Same with adding a NOT NULL constraint without a default value. If there is a (constant) default value, then postgres can do that without blocking, which is pretty cool. That works because it only needs to modify metadata.

Same with changing column types, they need to go over the existing data.


Nice overview of pg-osc. I'd like to also mention pgroll, which has some similarities, but does this at column level rather than table level and takes things further: it can expose the old and new schema simultaneously (using views), which means you don't need to maintain backwards compatibility code in your app.

Disclaimer: I work at Xata, we maintain pgroll.


Pgroll: zero-downtime, reversible schema migrations for Postgres (xata.io)

328 points by ksec 4 months ago | hide | past | favorite | 149 comments

https://news.ycombinator.com/item?id=37752366

https://github.com/xataio/pgroll


Plug bomb, but pgroll looks pretty good. I do a lot of copy/renames to update fields on very large tables with a lot of indexes, if it could automate those scripts including dependencies I would use it for big bespoke migrations in a heartbeat.
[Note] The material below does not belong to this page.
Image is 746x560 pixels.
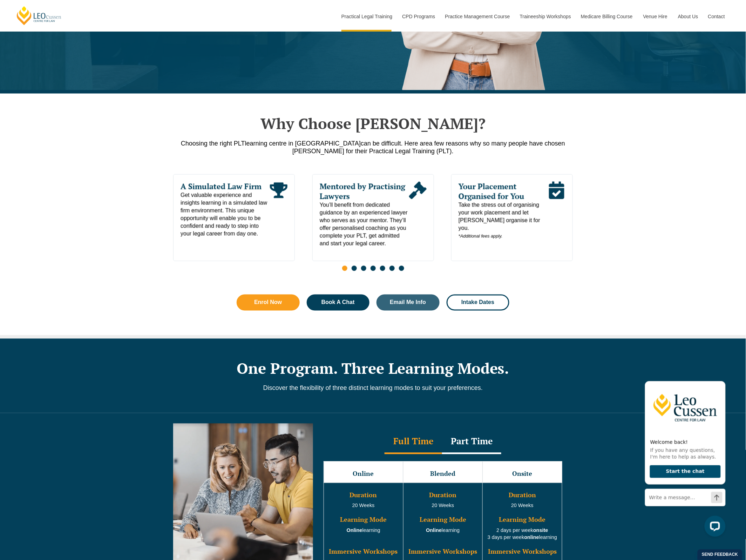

On the smaller side, I can see this being useful to avoid migration bugs, but being its own migration tool isn't a great choice since ecosystem specific migration tools have a lot of useful options and can be used programmatically. I'd make a pgroll plugin for alembic and other common ecosystem specific feature-rich migration tools that hooks into the ddl emission to transform a "dumb" migration into your juiced up migrations. That'd make it an instant use for me.


Even though I'm using django, I'm still considering pgroll because it's got some beautiful features. Thanks for maintaining pgroll!


> Update: I think I see what happened. Xata is a serverless DB service, and this is a tool they wrote that can be used independently of their service (I assume). The subscription options presented to the user look like they are related to this CLI tool, but they are in fact for the broader Xeta service.

Yes, that's right. Xata is a Postgres-based service and we're working on exposing the Postgres DB directly and unrestricted to our users. As part of this, we're also open-sourcing parts of the platform. We'll have more such open source projects soon.

This is not exactly the case with pgroll, as its approach is different from what we do today in Xata, but we'll be incorporating pgroll in Xata soon.